Hey there, time traveller!
This article was published 15/08/2024 (445 days ago), so information in it may no longer be current.

The wheels of progress, it has often been said, turn slowly.

The wheels of the vehicles on Manitoba’s highways, on the other hand, turn very, very quickly — creating speeds at which a mistake, a moment’s inattention or a motorway design flaw can have catastrophic consequences for those who travel on the province’s high-speed thoroughfares.

That contradiction raises questions about the manner in which highway accidents are investigated in Manitoba and, more broadly, Canada, and about the apparent lack of oversight when such investigations are carried out. The result, critics say, is a system in which investigations of mass-fatality accidents such as the one that occurred a year ago on the Trans-Canada Highway near Carberry seldom, if ever, result in decisive action aimed at preventing future catastrophic occurrences of a similar nature.
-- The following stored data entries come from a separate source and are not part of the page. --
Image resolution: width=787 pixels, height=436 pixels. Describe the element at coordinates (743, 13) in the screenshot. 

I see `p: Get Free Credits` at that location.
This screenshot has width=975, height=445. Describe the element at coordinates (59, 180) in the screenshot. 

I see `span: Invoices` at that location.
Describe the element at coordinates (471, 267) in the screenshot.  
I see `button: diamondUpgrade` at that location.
TIM SMITH / THE BRANDON SUN FILES
                                Memorial at the Carberry accident scene.

TIM SMITH / THE BRANDON SUN FILES

Memorial at the Carberry accident scene.

“We are too slow to make progress. Progress will happen, but we’re too slow to make recommendations, make progress and learn from these experiences,” said Ahmed Shalaby, a professor of civil engineering at the University of Manitoba whose specialty is road construction.

On June 15, 2023, a Handi-Transit bus carrying seniors from the Dauphin area on a day trip to a casino south of Carberry crossed Highway 1 into the path of an oncoming semi-trailer truck. The resulting collision claimed the lives of 17 of the bus’s passengers and left another eight seriously injured.
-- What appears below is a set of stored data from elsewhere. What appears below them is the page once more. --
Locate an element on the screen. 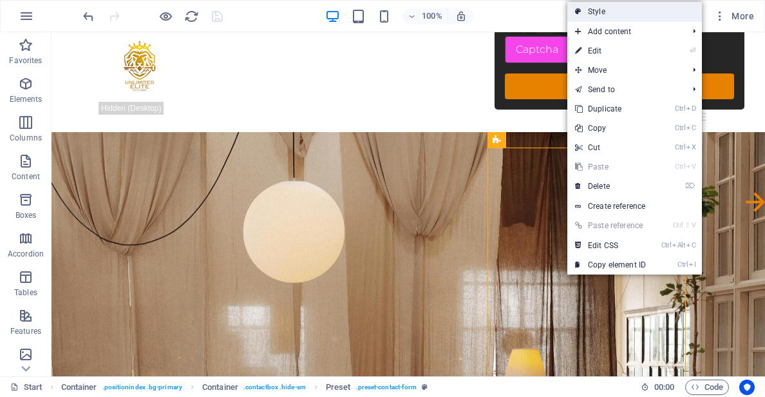  p: Content is located at coordinates (26, 176).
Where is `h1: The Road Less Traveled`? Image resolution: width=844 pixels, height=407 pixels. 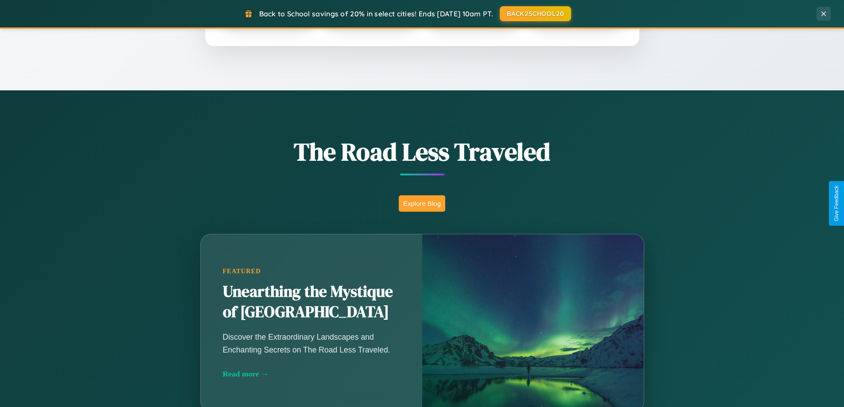
h1: The Road Less Traveled is located at coordinates (422, 151).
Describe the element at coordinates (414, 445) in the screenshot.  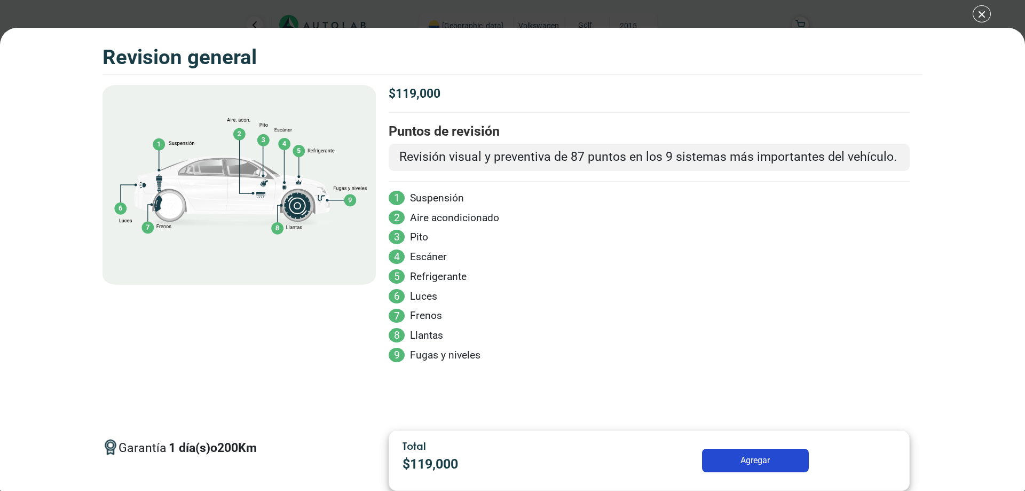
I see `span: Total` at that location.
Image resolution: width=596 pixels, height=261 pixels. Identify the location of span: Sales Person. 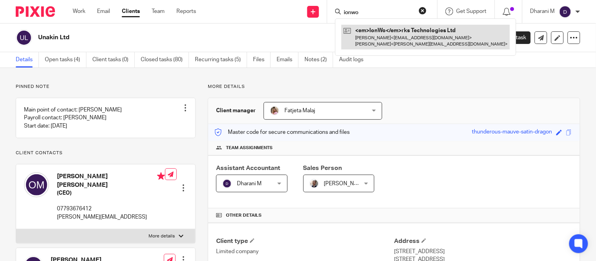
(323, 168).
In Canada, the task of investigating mass-casualty highway accidents, such as this one or the 2018 accident involving the Humboldt Broncos’ team bus, is left to local law-enforcement — in both cases, the RCMP. In addition to determining whether criminal charges are warranted, such investigations must also include an assessment of vehicle, infrastructure and regulatory factors that may have contributed to the accident.

The process here is markedly different from that in the United States, where the interstate highway system is federally funded and maintained and a federal agency — the National Transportation Safety Board — is dispatched immediately to mass-casualty accident scenes. The investigative focus of a police service such as the RCMP is understandably on determining the cause of an accident and whether there was any wrongdoing involved, meaning more technical aspects of investigation might not be addressed in a sufficiently timely manner.

The NTSB’s more robust mandate includes gathering information from law enforcement, but also the examination of factors such as road design, vehicle standards and more, and seeking outside expertise from the likes of industry experts and manufacturers. Such consultations can result in affected parties making immediate improvements rather than waiting for NTSB recommendations to be made public.

Canada — where funding and maintenance of the “national” highway system left to cash-strapped provincial governments — does have a national transportation watchdog, the Transportation Safety Board. But its investigations are, for jurisdictional reasons that could best be described as baffling, limited to incidents involving rail, sea and air transport. It only intervenes in highway-accident investigations when a train or rail infrastructure is involved.

The RCMP’s investigation of the Carberry crash resulted, a year later, in a determination that no charges would be laid, largely because police were unable to interview the bus driver, who sustained a major brain injury in the crash. It was only after a provincially-ordered independent audit that a $12-million commitment was made for structural improvements for the heavily traveled intersection.

The process is unnecessarily cumbersome, and the figurative distance between one highway tragedy and the prevention of another remains unacceptably long.

When it comes to the safety of those who travel on its highways, Canada needs a transportation oversight agency whose mandate includes ensuring the wheels of progress turn with all due haste.